Since 2000, ethnic minorities have become a majority of children under 15 in two of the US’ fastest-growing states, Florida and Nevada, with Georgia, Maryland and New York poised to follow, census data released on Wednesday showed.
Hawaii was the only state where the share of non-Hispanic white children rose.
The shift was even more pronounced among children under five, already nearly a majority nationally. Last year, New York became the 12th state where they constitute a majority, with New Jersey poised to be the 13th.
ILLUSTRATION: MOUNTAIN PEOPLE
Overall, Hispanics continued to grow faster than any other group, surpassing 15 percent of the nation’s population last year for the first time, the Census Bureau said.
From 2006 to last year, the US Census Bureau said, the Hispanic population grew by 3.3 percent, compared with 2.9 percent for Asians, 1.3 percent for blacks and 0.3 percent for non-Hispanic whites.
But since the decade began, the number of Asians increased even faster than Hispanics in 14 states, generally those with large Hispanic populations, including Connecticut, New Jersey and New York.
EVOLVING PROFILE
Ethnic minorities now account for more than one in three Americans.
The latest estimates dramatize the breadth of the nation’s growing diversity, even as nearly one-third of the people whom the census classifies as members of those minorities live in California and Texas. (Texas has overtaken California as the biggest gainer of Hispanic residents.)
Those estimates also concur with projections that minorities will constitute a majority of the nation’s population by 2050.
America’s evolving profile signifies potentially profound changes in the electorate, both in the ranks of ethnic minorities of voting age (since 2000, the white share dropped by 7 percentage points in Nevada and 5 points in California) and also in wide disparities in where people are growing older.
From July 1, 2006, to July 1 last year, the proportion of Americans 65 and older increased to 13 percent, from 12 percent.
At the other end of the age spectrum, as a result of migration and immigration to places with more plentiful employment and housing, the number of children up to 15 years old declined in 31 states since 2000 — led by New York, which lost 326,000. Their ranks shrank by more than 10 percent in Louisiana, North Dakota and Vermont.
“While all parts of America are aging, we are experiencing a selective ‘younging’ in this country, which will affect everything from schools and labor-force needs to political agendas in the near term,” said William Frey, a demographer with the Brookings Institution.
HISPANIC INFLUENCE
In Arizona and Nevada, the influx and birth of Hispanics has helped increase the total number of children by more than 20 percent since the decade began.
In the same period, the share of white non-Hispanic children in Nevada declined to 44 percent, from nearly 54 percent, the most of any state.
The growth of both Hispanics and Asian-Americans was fueled by immigration and higher fertility. While about 15 percent more births than deaths were recorded among whites since 2000, more than eight times as many Hispanics, four times as many Asians and twice as many blacks were born than died.
SOUTHERN MIGRATION
New York, which ranked fourth among the highest gainers of blacks in the 1990s, has now recorded three successive years of black population losses. Similar losses were registered in Michigan, another magnet for blacks during the Great Migration in the 20th century.
Since 2006, the greatest gains in blacks were made by nine Southern states, reflecting the continued migration there from other regions. Florida led the nation in black gains in the two previous decades, but Georgia is poised to be first in this decade.
Frey projected that California and New York were on track to lose fewer whites this decade than in the 1990s — the opposite of New Jersey and Pennsylvania.
Florida, which led the nation in white gains over the last three decades, gained just 4,000 last year, compared with 67,000 in 2006 and 123,000 in 2005.
Since 2000, according to an analysis by Mark Mather, associate vice president of the Population Reference Bureau, a nonpartisan research group, baby boomers closest to retirement age have been moving into several of the fast-growing states, including Arizona, Florida, Idaho and Nevada, and also to Arkansas, the Carolinas, Delaware, Georgia, Montana, Oregon, South Dakota and Utah.
The oldest of the nation’s nearly 80 million baby boomers turned 62 in January. A higher proportion of the elderly are white, compared with the population generally, in which non-Hispanic whites registered only negligible increases.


• **Work task**
Would you please output the lines of the data below from the one containing "y1=y1, x2=x2, y2=y2]." to the end, exactly and with nothing added?

○ ○ ○ ○

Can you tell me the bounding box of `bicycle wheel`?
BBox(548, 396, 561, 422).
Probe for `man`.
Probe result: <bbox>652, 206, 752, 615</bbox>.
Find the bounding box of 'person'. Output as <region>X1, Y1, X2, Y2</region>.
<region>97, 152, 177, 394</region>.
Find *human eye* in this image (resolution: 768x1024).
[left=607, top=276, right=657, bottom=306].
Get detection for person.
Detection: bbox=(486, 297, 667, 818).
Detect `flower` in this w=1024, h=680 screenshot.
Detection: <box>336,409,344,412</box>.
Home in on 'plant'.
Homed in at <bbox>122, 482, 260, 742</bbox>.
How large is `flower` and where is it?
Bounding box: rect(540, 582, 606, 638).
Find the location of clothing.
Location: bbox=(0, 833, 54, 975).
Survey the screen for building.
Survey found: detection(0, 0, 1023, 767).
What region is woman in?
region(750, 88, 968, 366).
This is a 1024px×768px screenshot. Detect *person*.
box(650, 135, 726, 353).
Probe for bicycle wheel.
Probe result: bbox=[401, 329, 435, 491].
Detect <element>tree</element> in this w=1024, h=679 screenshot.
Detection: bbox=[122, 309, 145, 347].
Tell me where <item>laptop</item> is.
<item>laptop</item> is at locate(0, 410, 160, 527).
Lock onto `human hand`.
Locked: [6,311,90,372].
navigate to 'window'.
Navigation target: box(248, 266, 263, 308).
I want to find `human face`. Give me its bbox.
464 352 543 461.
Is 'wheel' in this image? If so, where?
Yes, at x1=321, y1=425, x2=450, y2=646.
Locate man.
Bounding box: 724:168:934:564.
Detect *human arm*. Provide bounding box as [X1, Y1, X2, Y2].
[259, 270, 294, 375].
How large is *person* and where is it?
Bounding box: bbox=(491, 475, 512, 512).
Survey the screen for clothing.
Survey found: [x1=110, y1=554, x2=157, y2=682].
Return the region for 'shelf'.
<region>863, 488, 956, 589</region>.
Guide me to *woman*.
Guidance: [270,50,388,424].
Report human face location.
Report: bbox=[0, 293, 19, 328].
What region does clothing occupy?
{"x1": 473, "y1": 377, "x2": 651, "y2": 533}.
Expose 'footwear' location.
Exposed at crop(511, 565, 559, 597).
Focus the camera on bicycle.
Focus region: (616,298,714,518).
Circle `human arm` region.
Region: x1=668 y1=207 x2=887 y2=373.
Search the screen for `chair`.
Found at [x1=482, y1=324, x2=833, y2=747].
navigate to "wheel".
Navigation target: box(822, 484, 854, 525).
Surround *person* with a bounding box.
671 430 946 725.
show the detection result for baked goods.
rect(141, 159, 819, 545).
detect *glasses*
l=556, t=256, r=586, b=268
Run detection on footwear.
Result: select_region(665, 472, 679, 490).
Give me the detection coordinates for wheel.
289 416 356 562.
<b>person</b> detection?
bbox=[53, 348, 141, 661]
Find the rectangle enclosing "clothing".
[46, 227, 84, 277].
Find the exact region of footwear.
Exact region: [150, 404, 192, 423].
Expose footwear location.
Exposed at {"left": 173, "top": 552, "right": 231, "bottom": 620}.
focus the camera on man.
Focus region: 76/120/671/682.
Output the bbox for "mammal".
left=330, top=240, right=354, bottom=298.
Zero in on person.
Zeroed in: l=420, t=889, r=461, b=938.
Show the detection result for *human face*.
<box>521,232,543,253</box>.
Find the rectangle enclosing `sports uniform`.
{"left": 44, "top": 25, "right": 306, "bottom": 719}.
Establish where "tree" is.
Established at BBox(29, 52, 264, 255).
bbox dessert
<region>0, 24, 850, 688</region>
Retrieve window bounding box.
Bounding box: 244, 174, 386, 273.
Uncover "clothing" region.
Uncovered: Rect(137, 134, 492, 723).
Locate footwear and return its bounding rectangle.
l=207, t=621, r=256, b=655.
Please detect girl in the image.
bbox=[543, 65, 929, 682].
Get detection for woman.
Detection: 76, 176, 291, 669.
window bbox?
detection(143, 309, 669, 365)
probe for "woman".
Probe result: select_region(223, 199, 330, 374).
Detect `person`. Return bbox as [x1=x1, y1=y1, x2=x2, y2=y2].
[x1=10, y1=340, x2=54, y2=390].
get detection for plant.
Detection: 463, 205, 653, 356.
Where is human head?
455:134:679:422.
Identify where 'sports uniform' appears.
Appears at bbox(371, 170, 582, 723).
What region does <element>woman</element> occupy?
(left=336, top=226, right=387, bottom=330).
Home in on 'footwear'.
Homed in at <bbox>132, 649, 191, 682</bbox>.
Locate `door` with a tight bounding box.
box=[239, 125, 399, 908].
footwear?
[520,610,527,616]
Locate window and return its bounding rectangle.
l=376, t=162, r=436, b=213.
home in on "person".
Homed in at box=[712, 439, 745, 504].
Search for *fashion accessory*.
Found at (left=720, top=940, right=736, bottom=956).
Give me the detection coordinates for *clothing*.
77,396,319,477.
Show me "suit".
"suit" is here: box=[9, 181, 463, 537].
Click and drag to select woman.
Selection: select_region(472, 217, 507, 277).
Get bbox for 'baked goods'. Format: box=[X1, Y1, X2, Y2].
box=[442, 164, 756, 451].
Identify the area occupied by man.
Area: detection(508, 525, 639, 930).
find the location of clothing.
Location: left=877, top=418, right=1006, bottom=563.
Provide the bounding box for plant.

○ ○ ○ ○

• **Task answer**
Detect `person`. Return bbox as [x1=x1, y1=y1, x2=x2, y2=y2].
[x1=10, y1=340, x2=54, y2=390].
get detection for plant.
Detection: 463, 205, 653, 356.
Where is human head?
455:134:679:422.
Identify where 'sports uniform' appears.
Appears at bbox(371, 170, 582, 723).
What region does <element>woman</element> occupy?
(left=336, top=226, right=387, bottom=330).
Home in on 'footwear'.
Homed in at <bbox>132, 649, 191, 682</bbox>.
Locate `door` with a tight bounding box.
box=[239, 125, 399, 908].
footwear?
[520,610,527,616]
Locate window and return its bounding rectangle.
l=376, t=162, r=436, b=213.
home in on "person".
Homed in at box=[712, 439, 745, 504].
Search for *fashion accessory*.
Found at (left=720, top=940, right=736, bottom=956).
Give me the detection coordinates for *clothing*.
77,396,319,477.
Show me "suit".
"suit" is here: box=[9, 181, 463, 537].
Click and drag to select woman.
Selection: select_region(472, 217, 507, 277).
Get bbox for 'baked goods'. Format: box=[X1, Y1, X2, Y2].
box=[442, 164, 756, 451].
Identify the area occupied by man.
Area: detection(508, 525, 639, 930).
find the location of clothing.
Location: left=877, top=418, right=1006, bottom=563.
Provide the bounding box for plant.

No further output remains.